Two MPO guardsmen passed by, one of them giving him a knowing leer. “Well—?” the corporal pressed. “Why are you sad?”

“Because,” she began, looking pensively ahead at the denuded chestnut trees etched black on the gray sky, “of the war.” She fell silent.

“Don’t be so glum,” he said, slipping his arm about her. He was surprised she didn’t resist — most women did, in public at least. It made him even surer of himself. “Sometimes the war brings good things,” he said. “I like you and you like me. Not at first, but you see, strange things happen in the war. Things we have no control over, yes?”

“Yes,” she agreed, slowing down by the rest rooms, the grass about them knee-deep in fallen leaves that were spilling out onto the cement pathway.

“Wait here for a moment,” she said. “I have to go to the rest room.”

Waiting for her, the corporal pulled his gloves on more tightly, something he always affected when he felt in a particularly good mood. Problem was, if Malkov ever found his damn saboteurs, the corporal knew he’d be moving out, probably reassigned, God help him, to guard duty around the mines in east Estonia. The backside of the Baltic.

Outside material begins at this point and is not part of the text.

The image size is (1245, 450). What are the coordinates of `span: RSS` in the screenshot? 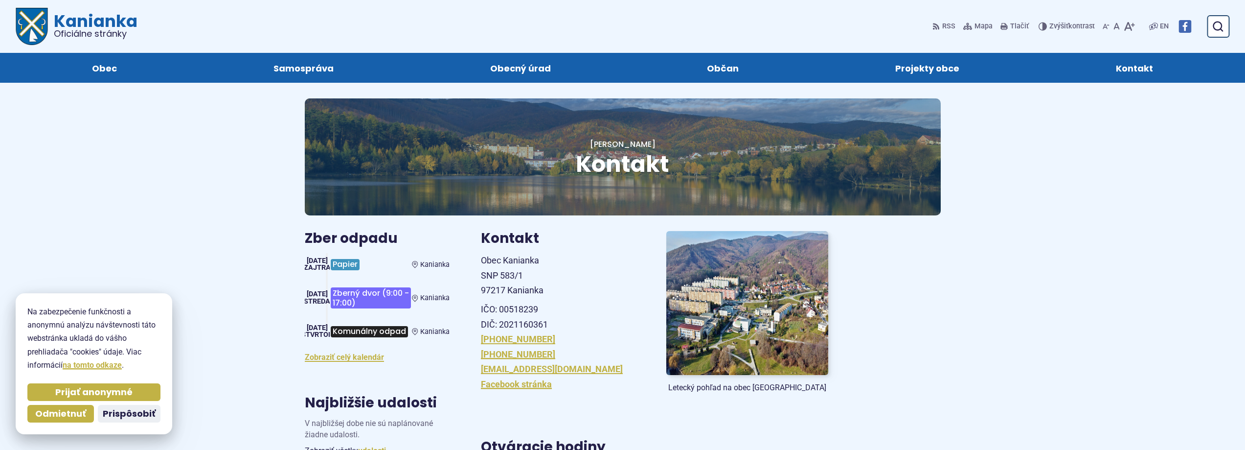 It's located at (949, 26).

He hoped Malkov would never find the saboteurs, but anyway, he would turn the boy in then. Did Malle really think he hadn’t figured out the boy was tucked away in the crawl space? He could smell him. The kid was probably masturbating every time they did it.

The corporal’s attention was on a motorcade; the big boy, Admiral Brodsky, was down from Leningrad, and word had it that he wasn’t happy with Malkov’s failure to root out whoever had been sabotaging the munitions that had gone to the Yumashev and God knew where else. The MPO had already taken over six hundred hostages, with no results. It was said Brodsky was also under pressure from the STAVKA to settle the problem, and quickly — an artillery battery in Germany had come across several duds in what was supposed to be high-explosive 120-millimeters. It was all going to mean more hostages, most likely. Pray, thought the corporal, that the saboteurs, whoever they were, would hold out and give him more time with Malle. But he doubted they would. Some teenagers, like Malle’s grandson, had been shot in the last few days.

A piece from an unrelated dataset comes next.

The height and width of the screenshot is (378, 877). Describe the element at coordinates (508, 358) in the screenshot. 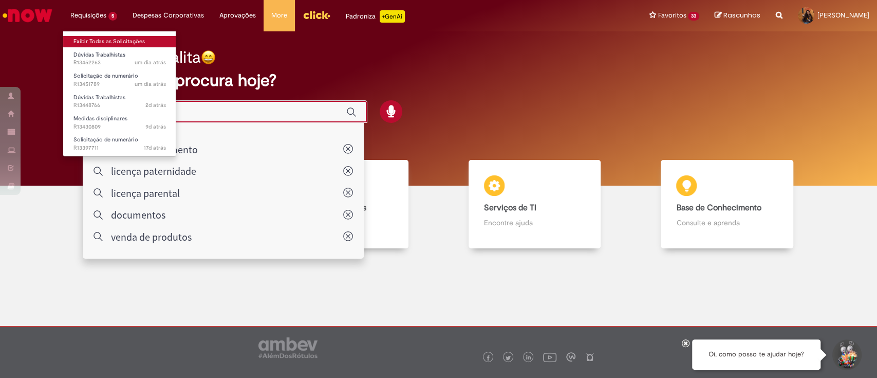

I see `img: logo_footer_twitter.png` at that location.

Suddenly it occurred to him Malle had been gone a long time, though Heaven knew women always took an age in the — maybe there was a rear door? He started toward the washroom.

“What’s wrong?” It was Malle, coming out, her hair no longer in a bun but about her shoulders, her coat over one arm. Her hair shocked him — she only did that when they were about to make love. It was as if she were undressing in public. She took his right arm with her left and pulled him close to her.